How well is the problem defined? (aleatoric)
We estimate task clarity via a one-vs-rest logistic regression in the embedding space.
For EuroSAT, the embeddings already suggest that the task is relatively well defined. Pasture, Permanent Crop, and Highway show lower separability, while the task overall is strong. The overall pattern aligns with reported results.
For SEN12MS, the results look rather different. While classes such as water, forest, and urban perform better, savanna, grassland, and wetland are more mixed/overlapping in the latent representation. Again, the overall pattern aligns with reported results and indicates higher aleatoric uncertainty.
How well does the dataset cover the global distribution? (epistemic)
For the SEN12MS dataset we obtain a global coverage of 1335/2000.
In contrast, for the EuroSAT dataset we obtain a global coverage of 170/2000.

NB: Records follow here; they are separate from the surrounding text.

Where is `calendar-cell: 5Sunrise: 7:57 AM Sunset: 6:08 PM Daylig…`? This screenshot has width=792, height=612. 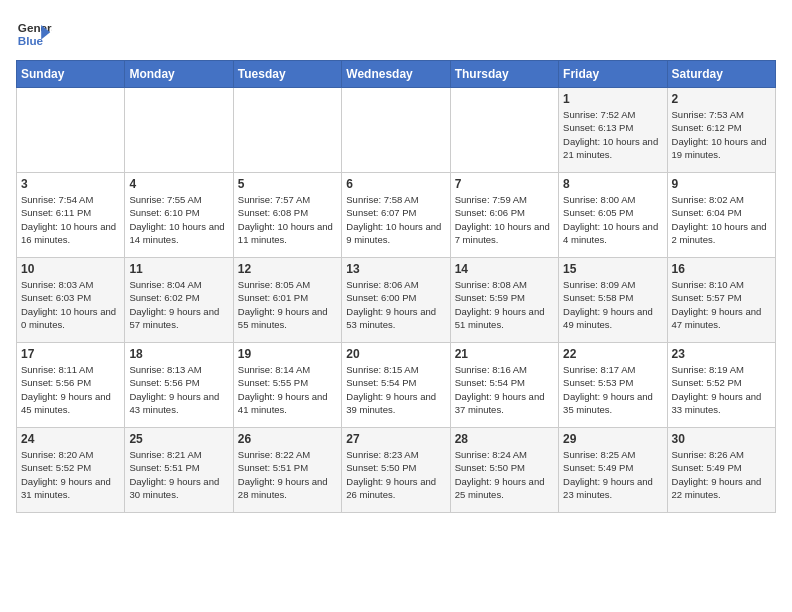 calendar-cell: 5Sunrise: 7:57 AM Sunset: 6:08 PM Daylig… is located at coordinates (287, 216).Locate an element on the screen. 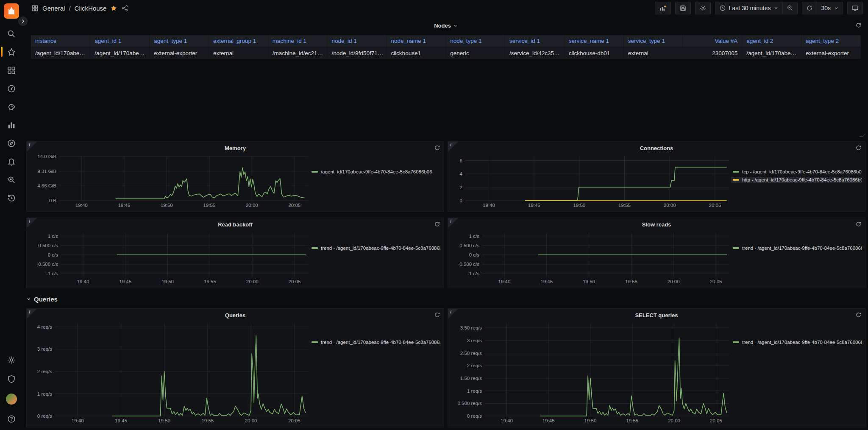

Detailed Evaluation of SEN12MS
This already highlights what is known from the dataset descriptions: SEN12MS covers a significantly larger share of the earth’s optical surface patterns.

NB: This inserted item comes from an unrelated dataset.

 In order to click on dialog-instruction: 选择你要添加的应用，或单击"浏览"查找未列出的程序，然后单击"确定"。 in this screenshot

Now we use the clusters to derive conclusions about applicability in real-world scenarios. For this, we look at SEN12MS and consider two aspects of uncovered clusters: informative clusters, where land cover should be detectable, and non-informative clusters that contain images which do not allow a clear classification. For this evaluation we trained a simple ResNet50 on the dataset.

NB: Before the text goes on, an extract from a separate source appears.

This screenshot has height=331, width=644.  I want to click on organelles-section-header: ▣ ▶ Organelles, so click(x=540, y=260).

Interpreting OOD Clusters 1: Non-informative clusters
We find samples with high cloud coverage or erroneous data, which do not provide clear information about land cover.
However, such cases can occur at inference time, and practitioners should be aware of them.
Cluster 294 contains erroneous samples with artifacts. Nevertheless, all samples are classified as urban with confidence values of 82%, 80%, and 65%.
Cluster 1278 contains high cloud coverage. We can see that the trained ResNet predicts the majority as cropland. Based on the examples, this cannot be confirmed and is unlikely.
Interpreting OOD Clusters 2: Not covered clusters
There are also clusters that are not covered by SEN12MS, but do not contain large cloud coverage or other noise. Interestingly, in the 2D PCA, this is not directly obvious in all cases.
Cluster 1578 represents snowy regions. The images are predicted mainly as Barren (which could be correct) and Grassland (which does not really fit), both with high confidence values. None of the images is predicted as snow/ice, which is not surprising, since (due to technical reasons) there are no samples for this class in the classification version of SEN12MS.
Cluster 418's common property is a combination of forests and rivers. Multiple images in this cluster clearly show forests, but are classified as urban instead. Since there is no indication of urban regions in these images and since this cluster is not covered by SEN12MS, this may indicate a potential gap in forest–river patterns or other biases.
Conclustion
This work shows how TerraMind can be utilized to analyze datasets and corresponding tasks before actual training.
The procedure highlights the difficulty of a task and indicates the global coverage of the dataset in embedding space, both of which are connected to uncertainty in predictions. For the latter, we showed its usefulness by detecting biases and uncovered clusters in SEN12MS that seem to confuse a simple ResNet-50 baseline.
Contact
Team: Stefan Dan & Jakob Gawlikowski
Contact: firstname.lastname@dlr.de
[1] Blumenstiel, Benedikt, et al. "Terramesh: A planetary mosaic of multimodal earth observation data." Proceedings of the Computer Vision and Pattern Recognition Conference. 2025.
[2] Vo, Huy V., et al. "Automatic Data Curation for Self-Supervised Learning: A Clustering-Based Approach." Transactions on Machine Learning Research.
[3] Helber, Patrick, et al. "Eurosat: A novel dataset and deep learning benchmark for land use and land cover classification." IEEE Journal of Selected Topics in Applied Earth Observations and Remote Sensing 12.7 (2019): 2217-2226.
[4] Schmitt, M., and Y-L. Wu. "REMOTE SENSING IMAGE CLASSIFICATION WITH THE SEN12MS DATASET." ISPRS Annals of the Photogrammetry, Remote Sensing and Spatial Information Sciences 2 (2021): 101-106.